Asia

Video: India Tests BrahMos Cruise Missile Amid Tensions With Pakistan

New Delhi (Sputnik): Amid persisting cross-border firing for the past many days, India has successfully carried out two tests of BrahMos surface-to-surface missiles from mobile launchers in the Andaman and Nicobar Islands.
Sputnik

Conducted by the Indian Air Force, the tests came amid reports of mounting tensions along the western corridor.

“The missile engaged the designated mock targets close to 300 km away. A direct hit on the target was achieved in both cases”, the Indian Air Force said in a statement issued on Tuesday.

The Air Force claimed that the missiles had hit the targets with pinpoint accuracy on Trak Island, a part of the Andaman and Nicobar Islands.

It added that the firing of the missile has enhanced its capability to engage ground targets with pinpoint accuracy from a mobile platform. “The twin firings have been carried out as a part of the routine operational training”, the force added.

​Interestingly, the Air Force conducted the test a day after India, as claimed by India's army chief, destroyed terror launchpads in Pakistan-administered Kashmir.

Nevertheless, Pakistan on Tuesday took as many as 22 foreign diplomats along with media to the Line of Control (LoC), the de-facto border that divides India and Pakistan. The visit was meant to convey to the foreign countries that the artillery shelling by the Indian side on Sunday had actually targeted civilian areas in Pakistan.

Indian Army Chief General Bipin Rawat has claimed at least four or five Pakistani soldiers were killed, while several launchpads/terrorist camps were destroyed on Sunday on the Pakistani side of the LoC.

Meanwhile, an Indian Army officer was killed by Pakistani snipers in Jammu and Kashmir’s Nowshera sector.

In the Poonch sector (on the Indian side of Kashmir), officials accused Pakistan of heavy shelling that left two civilians wounded.

India and Pakistan have struggled for control over the Kashmir region — the southern part of which is administered by India and borders Punjab — since the end of British rule in 1947. Tensions in the region spiked in February after terrorists staged a deadly attack on Indian security forces.

The situation worsened in August when India revoked the special status of the Jammu and Kashmir state and divided it into two federally controlled union territories. Pakistan expressed concern over this and promised to protect Kashmiris. Islamabad then expelled the Indian ambassador, halted bilateral trade, and promised to raise the issue with the International Court of Justice.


- Directions -
Make an exact copy of all the entries below, with the pictures left out.

===== Study material

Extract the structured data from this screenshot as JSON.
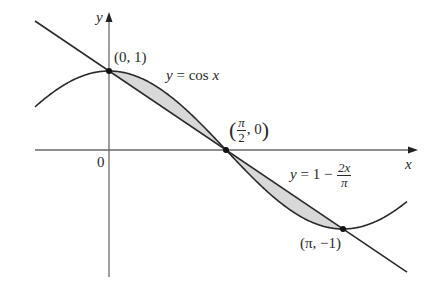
{
  "diagram": {
    "type": "function-plot",
    "colors": {
      "stroke": "#2a2a2a",
      "axis": "#6a6a6a",
      "fill": "#d8d8d8",
      "point": "#111111"
    },
    "axes": {
      "x_label": "x",
      "y_label": "y",
      "origin_label": "0"
    },
    "curves": [
      {
        "name": "cosine",
        "label_lhs": "y",
        "label_eq": "=",
        "label_rhs": "cos",
        "label_var": "x"
      },
      {
        "name": "line",
        "label_lhs": "y",
        "label_eq": "=",
        "label_const": "1 −",
        "label_num": "2x",
        "label_den": "π"
      }
    ],
    "points": [
      {
        "label": "(0, 1)",
        "x": 0,
        "y": 1
      },
      {
        "label_num": "π",
        "label_den": "2",
        "label_rest": ", 0",
        "x": 1.5708,
        "y": 0
      },
      {
        "label": "(π, −1)",
        "x": 3.1416,
        "y": -1
      }
    ],
    "shaded_regions": [
      {
        "between": "y = cos x and y = 1 − 2x/π",
        "from": 0,
        "to": 1.5708
      },
      {
        "between": "y = 1 − 2x/π and y = cos x",
        "from": 1.5708,
        "to": 3.1416
      }
    ]
  }
}
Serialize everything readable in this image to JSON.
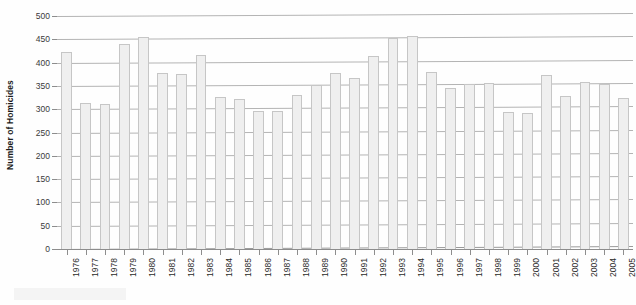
{
  "chart_data": {
    "type": "bar",
    "title": "",
    "subtitle": "",
    "xlabel": "",
    "ylabel": "Number of Homicides",
    "ylim": [
      0,
      500
    ],
    "ytick_step": 50,
    "yticks": [
      500,
      450,
      400,
      350,
      300,
      250,
      200,
      150,
      100,
      50,
      0
    ],
    "ytick_labels": [
      "500",
      "450",
      "400",
      "350",
      "300",
      "250",
      "200",
      "150",
      "100",
      "50",
      "0"
    ],
    "grid": true,
    "grid_axis": "y",
    "legend": false,
    "legend_position": "none",
    "categories": [
      "1976",
      "1977",
      "1978",
      "1979",
      "1980",
      "1981",
      "1982",
      "1983",
      "1984",
      "1985",
      "1986",
      "1987",
      "1988",
      "1989",
      "1990",
      "1991",
      "1992",
      "1993",
      "1994",
      "1995",
      "1996",
      "1997",
      "1998",
      "1999",
      "2000",
      "2001",
      "2002",
      "2003",
      "2004",
      "2005"
    ],
    "values": [
      422,
      313,
      312,
      441,
      456,
      378,
      375,
      416,
      326,
      321,
      297,
      297,
      331,
      353,
      377,
      366,
      414,
      452,
      458,
      379,
      345,
      354,
      357,
      294,
      292,
      373,
      328,
      358,
      355,
      325
    ],
    "bar_fill_color": "#efefef",
    "bar_border_color": "#c6c6c6",
    "gridline_color": "#b4b4b4",
    "axis_color": "#8d8d8d",
    "text_color": "#2a2a2a",
    "background_color": "#fefefe"
  }
}
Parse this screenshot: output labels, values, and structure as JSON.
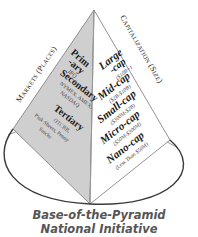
{
  "diagram": {
    "left_axis_label": "Markets (Places)",
    "right_axis_label": "Capitalization (Size)",
    "left_face": {
      "fill": "#cfcfcf",
      "tiers": [
        {
          "name": "Prim",
          "name2": "-ary",
          "detail": "IPO"
        },
        {
          "name": "Secondary",
          "detail": "NYMEX, AMEX,",
          "detail2": "NASDAQ"
        },
        {
          "name": "Tertiary",
          "detail": "OTCBB,",
          "detail2": "Pink Sheets, Penny",
          "detail3": "Stocks"
        }
      ]
    },
    "right_face": {
      "fill": "#ffffff",
      "tiers": [
        {
          "name": "Large",
          "name2": "-cap",
          "detail": "($10B+)"
        },
        {
          "name": "Mid-cap",
          "detail": "($2B-$10B)"
        },
        {
          "name": "Small-cap",
          "detail": "($300M-$2B)"
        },
        {
          "name": "Micro-cap",
          "detail": "($50M-$300M)"
        },
        {
          "name": "Nano-cap",
          "detail": "(Less Than $50M)"
        }
      ]
    },
    "caption": {
      "line1": "Base-of-the-Pyramid",
      "line2": "National Initiative"
    },
    "colors": {
      "outline": "#555555",
      "ellipse": "#3a3a3a",
      "text": "#1a1a1a",
      "caption": "#555555"
    }
  }
}
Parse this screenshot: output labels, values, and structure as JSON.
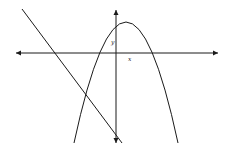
{
  "diagram": {
    "type": "coordinate-graph",
    "axes": {
      "x_label": "x",
      "y_label": "y",
      "x_axis": {
        "from": [
          16,
          53
        ],
        "to": [
          218,
          53
        ],
        "arrows": "both"
      },
      "y_axis": {
        "from": [
          116,
          10
        ],
        "to": [
          116,
          143
        ],
        "arrows": "both"
      }
    },
    "curves": [
      {
        "kind": "parabola",
        "opens": "down",
        "vertex": [
          126,
          22
        ],
        "ends": [
          [
            74,
            143
          ],
          [
            178,
            143
          ]
        ]
      },
      {
        "kind": "line",
        "slope": "negative",
        "from": [
          22,
          9
        ],
        "to": [
          122,
          143
        ]
      }
    ],
    "colors": {
      "stroke": "#1a1a1a",
      "background": "#ffffff"
    }
  }
}
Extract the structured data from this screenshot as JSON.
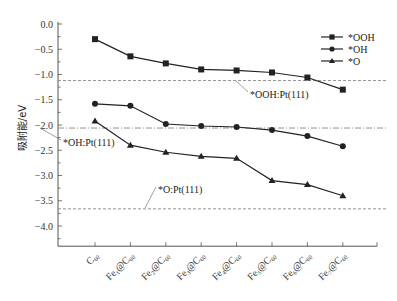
{
  "chart_data": {
    "type": "line",
    "title": "",
    "xlabel": "",
    "ylabel": "吸附能/eV",
    "ylim": [
      -4.4,
      0.0
    ],
    "yticks": [
      0.0,
      -0.5,
      -1.0,
      -1.5,
      -2.0,
      -2.5,
      -3.0,
      -3.5,
      -4.0
    ],
    "ytick_labels": [
      "0.0",
      "-0.5",
      "-1.0",
      "-1.5",
      "-2.0",
      "-2.5",
      "-3.0",
      "-3.5",
      "-4.0"
    ],
    "grid": false,
    "legend_position": "upper right",
    "categories": [
      {
        "base": "C",
        "sub1": "",
        "mid": "",
        "sub2": "60",
        "full": "C60"
      },
      {
        "base": "Fe",
        "sub1": "1",
        "mid": "@C",
        "sub2": "60",
        "full": "Fe1@C60"
      },
      {
        "base": "Fe",
        "sub1": "2",
        "mid": "@C",
        "sub2": "60",
        "full": "Fe2@C60"
      },
      {
        "base": "Fe",
        "sub1": "3",
        "mid": "@C",
        "sub2": "60",
        "full": "Fe3@C60"
      },
      {
        "base": "Fe",
        "sub1": "4",
        "mid": "@C",
        "sub2": "60",
        "full": "Fe4@C60"
      },
      {
        "base": "Fe",
        "sub1": "5",
        "mid": "@C",
        "sub2": "60",
        "full": "Fe5@C60"
      },
      {
        "base": "Fe",
        "sub1": "6",
        "mid": "@C",
        "sub2": "60",
        "full": "Fe6@C60"
      },
      {
        "base": "Fe",
        "sub1": "7",
        "mid": "@C",
        "sub2": "60",
        "full": "Fe7@C60"
      }
    ],
    "series": [
      {
        "name": "*OOH",
        "marker": "square",
        "values": [
          -0.3,
          -0.64,
          -0.78,
          -0.9,
          -0.92,
          -0.96,
          -1.06,
          -1.3
        ]
      },
      {
        "name": "*OH",
        "marker": "circle",
        "values": [
          -1.58,
          -1.62,
          -1.98,
          -2.02,
          -2.04,
          -2.1,
          -2.22,
          -2.42
        ]
      },
      {
        "name": "*O",
        "marker": "triangle",
        "values": [
          -1.92,
          -2.4,
          -2.54,
          -2.62,
          -2.66,
          -3.1,
          -3.18,
          -3.4
        ]
      }
    ],
    "reference_lines": [
      {
        "label": "*OOH:Pt(111)",
        "value": -1.12
      },
      {
        "label": "*OH:Pt(111)",
        "value": -2.06
      },
      {
        "label": "*O:Pt(111)",
        "value": -3.66
      }
    ],
    "colors": {
      "line": "#222222",
      "axis": "#555555",
      "reference": "#777777"
    }
  }
}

==========

- Your response -
Extract the structured data from this screenshot as JSON.
{
  "diagram": {
    "type": "function-plot",
    "colors": {
      "stroke": "#2a2a2a",
      "axis": "#6a6a6a",
      "fill": "#d8d8d8",
      "point": "#111111"
    },
    "axes": {
      "x_label": "x",
      "y_label": "y",
      "origin_label": "0"
    },
    "curves": [
      {
        "name": "cosine",
        "label_lhs": "y",
        "label_eq": "=",
        "label_rhs": "cos",
        "label_var": "x"
      },
      {
        "name": "line",
        "label_lhs": "y",
        "label_eq": "=",
        "label_const": "1 −",
        "label_num": "2x",
        "label_den": "π"
      }
    ],
    "points": [
      {
        "label": "(0, 1)",
        "x": 0,
        "y": 1
      },
      {
        "label_num": "π",
        "label_den": "2",
        "label_rest": ", 0",
        "x": 1.5708,
        "y": 0
      },
      {
        "label": "(π, −1)",
        "x": 3.1416,
        "y": -1
      }
    ],
    "shaded_regions": [
      {
        "between": "y = cos x and y = 1 − 2x/π",
        "from": 0,
        "to": 1.5708
      },
      {
        "between": "y = 1 − 2x/π and y = cos x",
        "from": 1.5708,
        "to": 3.1416
      }
    ]
  }
}
Serialize everything readable in this image to JSON.
{
  "chart_data": {
    "type": "bar",
    "title": "",
    "subtitle": "",
    "xlabel": "",
    "ylabel": "Number of Homicides",
    "ylim": [
      0,
      500
    ],
    "ytick_step": 50,
    "yticks": [
      500,
      450,
      400,
      350,
      300,
      250,
      200,
      150,
      100,
      50,
      0
    ],
    "ytick_labels": [
      "500",
      "450",
      "400",
      "350",
      "300",
      "250",
      "200",
      "150",
      "100",
      "50",
      "0"
    ],
    "grid": true,
    "grid_axis": "y",
    "legend": false,
    "legend_position": "none",
    "categories": [
      "1976",
      "1977",
      "1978",
      "1979",
      "1980",
      "1981",
      "1982",
      "1983",
      "1984",
      "1985",
      "1986",
      "1987",
      "1988",
      "1989",
      "1990",
      "1991",
      "1992",
      "1993",
      "1994",
      "1995",
      "1996",
      "1997",
      "1998",
      "1999",
      "2000",
      "2001",
      "2002",
      "2003",
      "2004",
      "2005"
    ],
    "values": [
      422,
      313,
      312,
      441,
      456,
      378,
      375,
      416,
      326,
      321,
      297,
      297,
      331,
      353,
      377,
      366,
      414,
      452,
      458,
      379,
      345,
      354,
      357,
      294,
      292,
      373,
      328,
      358,
      355,
      325
    ],
    "bar_fill_color": "#efefef",
    "bar_border_color": "#c6c6c6",
    "gridline_color": "#b4b4b4",
    "axis_color": "#8d8d8d",
    "text_color": "#2a2a2a",
    "background_color": "#fefefe"
  }
}
Parse this screenshot: output labels, values, and structure as JSON.
{
  "diagram": {
    "left_axis_label": "Markets (Places)",
    "right_axis_label": "Capitalization (Size)",
    "left_face": {
      "fill": "#cfcfcf",
      "tiers": [
        {
          "name": "Prim",
          "name2": "-ary",
          "detail": "IPO"
        },
        {
          "name": "Secondary",
          "detail": "NYMEX, AMEX,",
          "detail2": "NASDAQ"
        },
        {
          "name": "Tertiary",
          "detail": "OTCBB,",
          "detail2": "Pink Sheets, Penny",
          "detail3": "Stocks"
        }
      ]
    },
    "right_face": {
      "fill": "#ffffff",
      "tiers": [
        {
          "name": "Large",
          "name2": "-cap",
          "detail": "($10B+)"
        },
        {
          "name": "Mid-cap",
          "detail": "($2B-$10B)"
        },
        {
          "name": "Small-cap",
          "detail": "($300M-$2B)"
        },
        {
          "name": "Micro-cap",
          "detail": "($50M-$300M)"
        },
        {
          "name": "Nano-cap",
          "detail": "(Less Than $50M)"
        }
      ]
    },
    "caption": {
      "line1": "Base-of-the-Pyramid",
      "line2": "National Initiative"
    },
    "colors": {
      "outline": "#555555",
      "ellipse": "#3a3a3a",
      "text": "#1a1a1a",
      "caption": "#555555"
    }
  }
}
Parse this screenshot: output labels, values, and structure as JSON.
{
  "diagram": {
    "type": "coordinate-graph",
    "axes": {
      "x_label": "x",
      "y_label": "y",
      "x_axis": {
        "from": [
          16,
          53
        ],
        "to": [
          218,
          53
        ],
        "arrows": "both"
      },
      "y_axis": {
        "from": [
          116,
          10
        ],
        "to": [
          116,
          143
        ],
        "arrows": "both"
      }
    },
    "curves": [
      {
        "kind": "parabola",
        "opens": "down",
        "vertex": [
          126,
          22
        ],
        "ends": [
          [
            74,
            143
          ],
          [
            178,
            143
          ]
        ]
      },
      {
        "kind": "line",
        "slope": "negative",
        "from": [
          22,
          9
        ],
        "to": [
          122,
          143
        ]
      }
    ],
    "colors": {
      "stroke": "#1a1a1a",
      "background": "#ffffff"
    }
  }
}
Extract the structured data from this screenshot as JSON.
{
  "chart_data": {
    "type": "line",
    "title": "",
    "xlabel": "",
    "ylabel": "吸附能/eV",
    "ylim": [
      -4.4,
      0.0
    ],
    "yticks": [
      0.0,
      -0.5,
      -1.0,
      -1.5,
      -2.0,
      -2.5,
      -3.0,
      -3.5,
      -4.0
    ],
    "ytick_labels": [
      "0.0",
      "-0.5",
      "-1.0",
      "-1.5",
      "-2.0",
      "-2.5",
      "-3.0",
      "-3.5",
      "-4.0"
    ],
    "grid": false,
    "legend_position": "upper right",
    "categories": [
      {
        "base": "C",
        "sub1": "",
        "mid": "",
        "sub2": "60",
        "full": "C60"
      },
      {
        "base": "Fe",
        "sub1": "1",
        "mid": "@C",
        "sub2": "60",
        "full": "Fe1@C60"
      },
      {
        "base": "Fe",
        "sub1": "2",
        "mid": "@C",
        "sub2": "60",
        "full": "Fe2@C60"
      },
      {
        "base": "Fe",
        "sub1": "3",
        "mid": "@C",
        "sub2": "60",
        "full": "Fe3@C60"
      },
      {
        "base": "Fe",
        "sub1": "4",
        "mid": "@C",
        "sub2": "60",
        "full": "Fe4@C60"
      },
      {
        "base": "Fe",
        "sub1": "5",
        "mid": "@C",
        "sub2": "60",
        "full": "Fe5@C60"
      },
      {
        "base": "Fe",
        "sub1": "6",
        "mid": "@C",
        "sub2": "60",
        "full": "Fe6@C60"
      },
      {
        "base": "Fe",
        "sub1": "7",
        "mid": "@C",
        "sub2": "60",
        "full": "Fe7@C60"
      }
    ],
    "series": [
      {
        "name": "*OOH",
        "marker": "square",
        "values": [
          -0.3,
          -0.64,
          -0.78,
          -0.9,
          -0.92,
          -0.96,
          -1.06,
          -1.3
        ]
      },
      {
        "name": "*OH",
        "marker": "circle",
        "values": [
          -1.58,
          -1.62,
          -1.98,
          -2.02,
          -2.04,
          -2.1,
          -2.22,
          -2.42
        ]
      },
      {
        "name": "*O",
        "marker": "triangle",
        "values": [
          -1.92,
          -2.4,
          -2.54,
          -2.62,
          -2.66,
          -3.1,
          -3.18,
          -3.4
        ]
      }
    ],
    "reference_lines": [
      {
        "label": "*OOH:Pt(111)",
        "value": -1.12
      },
      {
        "label": "*OH:Pt(111)",
        "value": -2.06
      },
      {
        "label": "*O:Pt(111)",
        "value": -3.66
      }
    ],
    "colors": {
      "line": "#222222",
      "axis": "#555555",
      "reference": "#777777"
    }
  }
}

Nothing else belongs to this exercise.